Threefold repetition
A claimable draw available when the same position — identical in piece placement, same player to move, identical castling and en passant rights — has appeared three times during the game.
Threefold repetition is the rule that prevents chess games from continuing indefinitely. If the same position — defined precisely by the placement of every piece, the side to move, the available castling rights, and the available en passant rights — appears three times during the game, either player may claim a draw. The rule is one of the two principal anti-infinite-game rules in chess (the other being the fifty-move rule), and is by far the more frequently invoked in practical play.
The exact condition
The position is repeated when all of the following match:
The placement of every piece is identical to a previous position in the same game.
The same player has the move.
The castling rights are identical (the same castling moves are still available to both players).
The en passant rights are identical (if an en passant capture was available in the previous position, it must be available in the current position too).
If all four conditions match, the position is considered “the same.” The rule does not require that the three positions occur consecutively or that the same moves led to each of them; the positions need only share their static description.
A position can be repeated when, for example, the players shuffle their kings between two squares: White Kg1–Kh1–Kg1, Black Kg8–Kh8–Kg8 (three times for each).

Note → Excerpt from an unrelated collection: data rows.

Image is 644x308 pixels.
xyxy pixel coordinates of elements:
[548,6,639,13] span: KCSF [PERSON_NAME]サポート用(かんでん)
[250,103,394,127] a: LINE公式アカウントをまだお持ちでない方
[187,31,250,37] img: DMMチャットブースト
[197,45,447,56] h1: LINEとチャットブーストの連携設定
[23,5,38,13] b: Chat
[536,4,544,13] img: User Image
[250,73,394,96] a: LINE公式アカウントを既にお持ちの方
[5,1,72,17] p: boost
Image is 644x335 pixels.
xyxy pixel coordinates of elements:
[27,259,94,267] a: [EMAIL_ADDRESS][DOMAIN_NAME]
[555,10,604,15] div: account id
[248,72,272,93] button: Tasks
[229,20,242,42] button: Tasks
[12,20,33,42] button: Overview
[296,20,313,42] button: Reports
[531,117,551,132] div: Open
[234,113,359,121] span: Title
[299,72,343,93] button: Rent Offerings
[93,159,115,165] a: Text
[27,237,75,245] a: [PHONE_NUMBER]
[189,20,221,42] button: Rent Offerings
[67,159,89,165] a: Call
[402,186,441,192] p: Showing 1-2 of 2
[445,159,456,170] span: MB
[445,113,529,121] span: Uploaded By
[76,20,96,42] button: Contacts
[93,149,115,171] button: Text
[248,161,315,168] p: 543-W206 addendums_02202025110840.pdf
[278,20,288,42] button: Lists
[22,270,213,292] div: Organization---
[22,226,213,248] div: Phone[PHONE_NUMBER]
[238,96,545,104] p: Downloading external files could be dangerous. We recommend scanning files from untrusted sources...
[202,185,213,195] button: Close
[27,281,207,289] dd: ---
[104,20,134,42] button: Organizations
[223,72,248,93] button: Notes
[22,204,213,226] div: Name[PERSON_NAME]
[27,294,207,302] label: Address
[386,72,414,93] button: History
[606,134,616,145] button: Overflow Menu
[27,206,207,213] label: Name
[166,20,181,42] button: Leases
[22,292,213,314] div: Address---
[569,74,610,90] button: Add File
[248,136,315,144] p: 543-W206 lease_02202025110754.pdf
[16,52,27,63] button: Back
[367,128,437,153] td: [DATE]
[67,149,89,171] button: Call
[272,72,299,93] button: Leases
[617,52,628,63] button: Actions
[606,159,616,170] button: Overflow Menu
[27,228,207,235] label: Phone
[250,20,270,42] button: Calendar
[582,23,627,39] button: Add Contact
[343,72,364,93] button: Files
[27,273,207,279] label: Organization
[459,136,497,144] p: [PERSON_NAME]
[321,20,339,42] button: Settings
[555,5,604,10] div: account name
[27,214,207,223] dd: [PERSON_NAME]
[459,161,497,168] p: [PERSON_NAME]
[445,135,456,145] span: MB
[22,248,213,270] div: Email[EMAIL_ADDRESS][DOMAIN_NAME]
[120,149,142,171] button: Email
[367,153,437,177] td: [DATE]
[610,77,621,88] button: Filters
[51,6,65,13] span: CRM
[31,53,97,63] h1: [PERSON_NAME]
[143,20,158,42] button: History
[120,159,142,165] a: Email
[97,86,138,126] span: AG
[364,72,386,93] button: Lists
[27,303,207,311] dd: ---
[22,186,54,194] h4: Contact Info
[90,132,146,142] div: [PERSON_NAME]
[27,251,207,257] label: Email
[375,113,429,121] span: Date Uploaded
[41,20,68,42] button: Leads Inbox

Each repeat counts as one occurrence; after three identical positions, the rule applies.
The claim must be made
Threefold repetition is a claimable draw, not an automatic one. The game does not stop on its own when the threefold position occurs; one of the players must claim the draw on his move. The claim must be made:
By the player whose turn it is to move.
By writing the move that would create the threefold position on the scoresheet without playing it, and stopping the clock — or by playing a move that creates the threefold position and then claiming the draw before stopping the clock.
If neither player claims, the game continues. The position can be repeated a fourth, fifth, or hundredth time without ending — though the fivefold repetition rule kicks in automatically after five repetitions, without a claim.
When claims are typically made
In practical chess, threefold repetition claims arise most often in three situations:
Endgames where neither side can make progress. Two kings circling each other in a king-and-pawn ending without zugzwang, two bishops shuffling between squares in a drawn opposite-coloured-bishop ending, a rook keeping a defender in a passive position — all of these can produce repetitive positions, and either player may claim.
Perpetual checks. A player who has reached a position where the only way to win is to keep checking the king back and forth between two squares often finds the king’s only legal responses produce the same position three times. The player giving check claims the draw to avoid losing.
Time-pressure repetitions. A player in time trouble who cannot find a winning continuation may deliberately repeat the position to claim the draw before flag-fall. The repetition becomes a defensive resource.
Common confusions
The same moves are not required. The rule cares about the position, not the moves. Black Ne4 — Nf6 — Ne4 (with a parallel White king-shuffle) can produce the same position three times even if the move sequence is different.
The repeated positions don’t have to be consecutive. The three identical positions can occur at moves 20, 30, and 50 — they need not be three in a row.
Castling rights matter. Two positions with identical piece placement but different castling rights are NOT the same position. If White has castled in one occurrence and not in another, even if the king and rook squares happen to coincide, the rights differ and the positions are different.
En passant rights matter. If an en passant capture was available in the position at one point, it must be available at all three points for the positions to count as identical.
Computer enforcement
In online chess platforms (chess.com, lichess.org), threefold repetition is enforced automatically by the engine, with the draw being either claimable by the user or applied automatically depending on the platform’s setting. In OTB (over-the-board) tournament chess, the players are responsible for claiming; the arbiter does not automatically detect the repetition.
The threefold repetition rule is one of two cases where a draw can be claimed in a position the players have not agreed to; the other is the fifty-move rule. Together, the two rules guarantee that no chess game can continue indefinitely. The threefold rule is the more practical of the two because it can apply at any move of the game, including the second or third repetition of an opening line that’s still in book.
Edge cases
What if the position is repeated three times but neither player claims? The game continues. The fourth or fifth repetition is the same position and can still be claimed at any time.
What if the position is repeated five times? The game ends automatically as a draw by the fivefold repetition rule, without a claim being needed.
What if I miss the claim because I played the move before claiming? If you played the move that created the threefold position and then claimed, the claim is valid. If you played the move and your opponent made a move before you claimed, the claim is no longer valid for that position; you must wait for it to occur again.
What if my opponent and I disagree on whether the position has been repeated? An arbiter must rule on the claim. In OTB tournament play, the scoresheets are the evidence; in online play, the engine’s record is definitive.
The rule has been part of chess regulations since the 1851 London Tournament rules, in its modern form since the 1929 FIDE codification. It has remained essentially unchanged since.